Next year, I will reach a major milestone in my life when my fiftieth birthday comes around in March. Needless to say, just like most others, I always say that I don’t feel nearly fifty and can still do most things that I did at thirty. But what is it really like to be fifty in our modern world where youth and beauty are highly prized and sought after? Many of my friends around the same age see fifty as a time when the best is past, others look forward to a new adventure and some have changed their life completely. I, maybe more than most, have potential for worry as both my parents died in their fifties and if I was a negative-minded individual, I would think that maybe I could head the same way. Luckily, I am not but can it really be said, as I read the other day that “fifty is the new forty”? What is clear is that we go through various life cycles that determine how we look at ourselves, our family, partners and the rest of our lives.
Not everybody goes through all the stages… some get stuck along the way. Not everyone goes through the stages at the same age either, and we usually go through them more than once, as well.
Here they are. (You can decide what stage you are at, and whether it is time to move on):
- Happy times – childhood until puberty – feeling generally happy about life, as long as we are safe and have the basic needs met.
- Confusion – puberty – don’t know what to believe, don’t know who we are, bodies are changing, emotions run wild… typical teenage stuff
- Searching – late teens, early twenties – looking for ‘the truth’. Don’t buy ‘the establishment’s’ version any more, and need to determine our own.
- Truth – early to mid twenties – decide what we stand for, who we are
- Decisions – mid twenties on – finding a partner, getting married, choosing a profession
- Planting time – ‘first adulthood’ (early twenties to late forties) – raise a family, establish ourselves in the community, build a career.
- Teaching – late forties on – move into ‘second adulthood’, where we explore the meaning of our lives, and of life in general, reflect on what we have learned, and begin to pass on our knowledge to the next generation. The transition from first adulthood to second adulthood is often difficult, but can be the beginning of elderhood.

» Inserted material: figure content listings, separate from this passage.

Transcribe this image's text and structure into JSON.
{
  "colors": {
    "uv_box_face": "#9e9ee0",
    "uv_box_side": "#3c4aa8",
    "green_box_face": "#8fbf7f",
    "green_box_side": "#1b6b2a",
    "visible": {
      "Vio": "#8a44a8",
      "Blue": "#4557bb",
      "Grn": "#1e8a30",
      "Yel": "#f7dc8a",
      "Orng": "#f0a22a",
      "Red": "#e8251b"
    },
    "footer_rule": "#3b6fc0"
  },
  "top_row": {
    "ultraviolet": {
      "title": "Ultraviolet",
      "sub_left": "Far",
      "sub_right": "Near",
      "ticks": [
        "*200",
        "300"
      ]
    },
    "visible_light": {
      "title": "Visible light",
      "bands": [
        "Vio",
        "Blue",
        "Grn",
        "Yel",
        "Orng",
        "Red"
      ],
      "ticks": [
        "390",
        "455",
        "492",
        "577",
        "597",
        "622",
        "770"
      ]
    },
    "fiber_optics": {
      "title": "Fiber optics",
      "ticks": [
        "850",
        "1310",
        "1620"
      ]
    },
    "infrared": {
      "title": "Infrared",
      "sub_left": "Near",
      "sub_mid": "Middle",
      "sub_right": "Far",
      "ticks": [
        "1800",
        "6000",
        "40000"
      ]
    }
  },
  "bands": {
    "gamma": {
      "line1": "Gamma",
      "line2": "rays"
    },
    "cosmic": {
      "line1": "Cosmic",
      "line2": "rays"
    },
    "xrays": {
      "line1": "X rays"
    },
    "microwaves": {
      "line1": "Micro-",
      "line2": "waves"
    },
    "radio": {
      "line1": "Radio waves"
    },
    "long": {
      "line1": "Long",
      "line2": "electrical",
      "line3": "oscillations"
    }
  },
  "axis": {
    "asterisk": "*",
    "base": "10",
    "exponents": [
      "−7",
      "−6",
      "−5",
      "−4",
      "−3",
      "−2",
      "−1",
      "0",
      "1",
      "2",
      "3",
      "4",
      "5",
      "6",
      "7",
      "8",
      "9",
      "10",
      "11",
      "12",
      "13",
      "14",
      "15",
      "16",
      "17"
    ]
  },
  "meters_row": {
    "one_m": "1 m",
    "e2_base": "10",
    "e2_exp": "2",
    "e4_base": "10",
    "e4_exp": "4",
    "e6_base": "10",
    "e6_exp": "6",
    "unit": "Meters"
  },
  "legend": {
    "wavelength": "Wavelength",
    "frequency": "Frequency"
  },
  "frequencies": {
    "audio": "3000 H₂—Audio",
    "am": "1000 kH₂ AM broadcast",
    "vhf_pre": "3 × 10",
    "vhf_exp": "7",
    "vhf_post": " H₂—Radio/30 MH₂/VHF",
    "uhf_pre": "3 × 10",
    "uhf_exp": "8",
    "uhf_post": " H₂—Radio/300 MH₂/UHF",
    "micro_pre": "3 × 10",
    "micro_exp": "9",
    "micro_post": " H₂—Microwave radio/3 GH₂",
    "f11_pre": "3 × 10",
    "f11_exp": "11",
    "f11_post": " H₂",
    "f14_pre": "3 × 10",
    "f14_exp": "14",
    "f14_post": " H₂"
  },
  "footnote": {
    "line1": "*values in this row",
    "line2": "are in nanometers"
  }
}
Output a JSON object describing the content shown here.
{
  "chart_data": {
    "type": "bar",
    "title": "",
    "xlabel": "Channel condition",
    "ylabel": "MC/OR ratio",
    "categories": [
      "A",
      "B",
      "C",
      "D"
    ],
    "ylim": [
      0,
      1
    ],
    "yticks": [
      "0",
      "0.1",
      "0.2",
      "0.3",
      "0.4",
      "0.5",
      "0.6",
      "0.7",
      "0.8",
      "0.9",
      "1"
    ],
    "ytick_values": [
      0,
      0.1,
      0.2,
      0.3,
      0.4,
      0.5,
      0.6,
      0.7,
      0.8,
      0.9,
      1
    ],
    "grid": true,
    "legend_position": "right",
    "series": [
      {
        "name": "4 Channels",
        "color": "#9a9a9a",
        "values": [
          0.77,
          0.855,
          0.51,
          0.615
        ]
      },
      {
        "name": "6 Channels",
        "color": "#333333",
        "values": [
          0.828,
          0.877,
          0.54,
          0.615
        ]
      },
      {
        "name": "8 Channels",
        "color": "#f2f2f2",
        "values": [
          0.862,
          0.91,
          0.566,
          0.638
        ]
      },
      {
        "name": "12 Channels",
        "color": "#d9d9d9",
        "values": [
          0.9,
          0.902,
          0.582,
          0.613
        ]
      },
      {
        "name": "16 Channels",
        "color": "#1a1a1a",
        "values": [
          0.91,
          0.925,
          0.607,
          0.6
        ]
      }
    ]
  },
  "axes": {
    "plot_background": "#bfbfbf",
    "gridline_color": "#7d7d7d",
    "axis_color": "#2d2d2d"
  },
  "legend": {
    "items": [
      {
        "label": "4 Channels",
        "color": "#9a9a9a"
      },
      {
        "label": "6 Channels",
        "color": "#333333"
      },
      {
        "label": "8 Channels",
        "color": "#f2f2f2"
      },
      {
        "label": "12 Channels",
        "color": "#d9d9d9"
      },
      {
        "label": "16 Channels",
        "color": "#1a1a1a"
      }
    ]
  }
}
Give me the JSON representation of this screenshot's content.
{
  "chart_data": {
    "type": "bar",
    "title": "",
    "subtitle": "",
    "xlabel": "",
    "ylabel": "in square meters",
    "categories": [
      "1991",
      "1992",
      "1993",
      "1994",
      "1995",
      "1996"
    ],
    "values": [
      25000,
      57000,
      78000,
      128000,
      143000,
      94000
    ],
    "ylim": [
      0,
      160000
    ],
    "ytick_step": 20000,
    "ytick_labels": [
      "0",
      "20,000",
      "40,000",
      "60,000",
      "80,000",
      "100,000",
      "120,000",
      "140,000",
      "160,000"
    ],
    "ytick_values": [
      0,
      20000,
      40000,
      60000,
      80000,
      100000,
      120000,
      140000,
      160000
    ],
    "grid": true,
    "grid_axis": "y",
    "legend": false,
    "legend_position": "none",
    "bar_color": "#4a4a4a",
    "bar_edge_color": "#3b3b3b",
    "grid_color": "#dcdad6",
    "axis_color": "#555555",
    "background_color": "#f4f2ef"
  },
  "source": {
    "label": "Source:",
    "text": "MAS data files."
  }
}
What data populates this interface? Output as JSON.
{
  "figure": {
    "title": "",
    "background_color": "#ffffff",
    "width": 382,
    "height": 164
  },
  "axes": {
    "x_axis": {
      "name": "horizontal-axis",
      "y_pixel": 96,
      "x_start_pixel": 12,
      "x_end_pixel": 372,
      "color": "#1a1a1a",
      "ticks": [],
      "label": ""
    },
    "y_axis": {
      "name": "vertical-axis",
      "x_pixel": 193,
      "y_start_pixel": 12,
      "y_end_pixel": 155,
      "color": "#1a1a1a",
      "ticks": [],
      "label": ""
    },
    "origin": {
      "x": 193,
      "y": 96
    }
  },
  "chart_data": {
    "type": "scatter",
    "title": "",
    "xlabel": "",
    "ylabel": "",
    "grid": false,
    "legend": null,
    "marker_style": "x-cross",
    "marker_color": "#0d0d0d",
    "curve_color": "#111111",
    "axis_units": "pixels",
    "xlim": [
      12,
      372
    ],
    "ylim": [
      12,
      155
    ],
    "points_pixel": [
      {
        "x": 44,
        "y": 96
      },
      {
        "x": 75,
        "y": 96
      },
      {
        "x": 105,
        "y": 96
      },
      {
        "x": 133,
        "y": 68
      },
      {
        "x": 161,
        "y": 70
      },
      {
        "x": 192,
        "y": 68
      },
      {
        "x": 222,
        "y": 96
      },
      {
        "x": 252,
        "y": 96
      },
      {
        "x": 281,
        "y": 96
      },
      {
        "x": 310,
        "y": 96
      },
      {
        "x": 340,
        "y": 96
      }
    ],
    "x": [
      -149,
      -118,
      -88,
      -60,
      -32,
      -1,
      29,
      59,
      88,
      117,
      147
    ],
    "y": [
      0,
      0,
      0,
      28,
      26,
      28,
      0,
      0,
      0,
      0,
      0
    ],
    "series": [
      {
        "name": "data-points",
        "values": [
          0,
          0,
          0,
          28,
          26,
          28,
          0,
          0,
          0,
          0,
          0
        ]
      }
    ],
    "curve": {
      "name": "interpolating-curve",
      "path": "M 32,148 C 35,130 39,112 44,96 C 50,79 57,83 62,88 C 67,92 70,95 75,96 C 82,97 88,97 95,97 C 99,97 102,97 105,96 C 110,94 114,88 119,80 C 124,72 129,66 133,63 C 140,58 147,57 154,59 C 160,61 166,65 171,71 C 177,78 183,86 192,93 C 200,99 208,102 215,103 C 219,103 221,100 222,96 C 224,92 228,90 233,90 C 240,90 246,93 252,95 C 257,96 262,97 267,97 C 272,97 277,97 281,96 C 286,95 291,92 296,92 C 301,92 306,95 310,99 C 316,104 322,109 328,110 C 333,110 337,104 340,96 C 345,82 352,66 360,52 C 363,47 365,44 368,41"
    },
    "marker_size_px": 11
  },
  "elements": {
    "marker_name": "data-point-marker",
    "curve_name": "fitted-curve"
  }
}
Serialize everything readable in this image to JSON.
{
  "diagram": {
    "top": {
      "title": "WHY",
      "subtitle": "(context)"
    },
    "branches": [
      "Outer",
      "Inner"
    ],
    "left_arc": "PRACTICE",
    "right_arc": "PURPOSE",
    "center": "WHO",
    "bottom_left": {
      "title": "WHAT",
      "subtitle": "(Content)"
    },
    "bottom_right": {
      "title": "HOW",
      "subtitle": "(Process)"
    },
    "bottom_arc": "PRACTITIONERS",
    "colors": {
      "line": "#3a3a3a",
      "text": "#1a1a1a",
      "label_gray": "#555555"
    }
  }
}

It can be safely said that most people do not follow these stages in the order presented here but can return to or move forward to different stages at different times of their life. For example, stage 6 happened to me in my early twenties, characteristics of stage one in my late thirties and parts of stage three in my early forties. I would say that I am firmly moving in to stage 7 with ease, though it has been difficult. The last few years have seen many changes in my outlook on life, my everyday situation and the way I do things. I also do not suffer fools gladly, am much more assertive and generally extremely happy with where I am at. So what can I expect from the future? I already know that I must watch what I eat and drink, do more exercise, go for regular health check-ups and be a bit more careful than I was twenty years ago but there are other things to be aware of. People reaching middle age and beyond can have emotional and psychological problems associated with getting older. These can be summed up as follows:
- A ‘ Correct life’ crisis around thirty five to forty years of age
- An ‘Existential Crisis’ in the early fifties
Both involve much soul-searching, and searching for one’s Life Mission. The first half of our adult life is all about establishing ourselves in a career, getting married, having children, and in general doing the things the ‘world’ requires. The second adulthood is where we do our work… the inner work, or soul work that eventually turns outward and sees us offering our gifts to the world, and making a deeper, more meaningful contribution.It is the time between the two adulthoods – the ‘midlife transition’ – that tries our souls.
Traditionally, when a man was about thirty five years old, he was at the mid-point of his life. In fact in the early industrial age, and even into the 1920s, the average man’s life span was barely over fifty, so ‘midlife’ was about twenty five. Now the average man lives to be about eighty or even longer, and his ‘midlife’ is around forty to fifty. Most of us take quite a while figuring out what we should do ‘when we grow up’. I was in my early forties before I finally clarified a ‘life mission’ for myself, and then looked around for the right action (work) to carry out the mission. As Joseph Campbell said: „we must be willing to get rid of the life we planned, so as to have the life that is waiting for us”. That is where I stand at the moment. It still amazes me that it has taken so long for me to reach the point where I am truly happy with my life but better late than never!!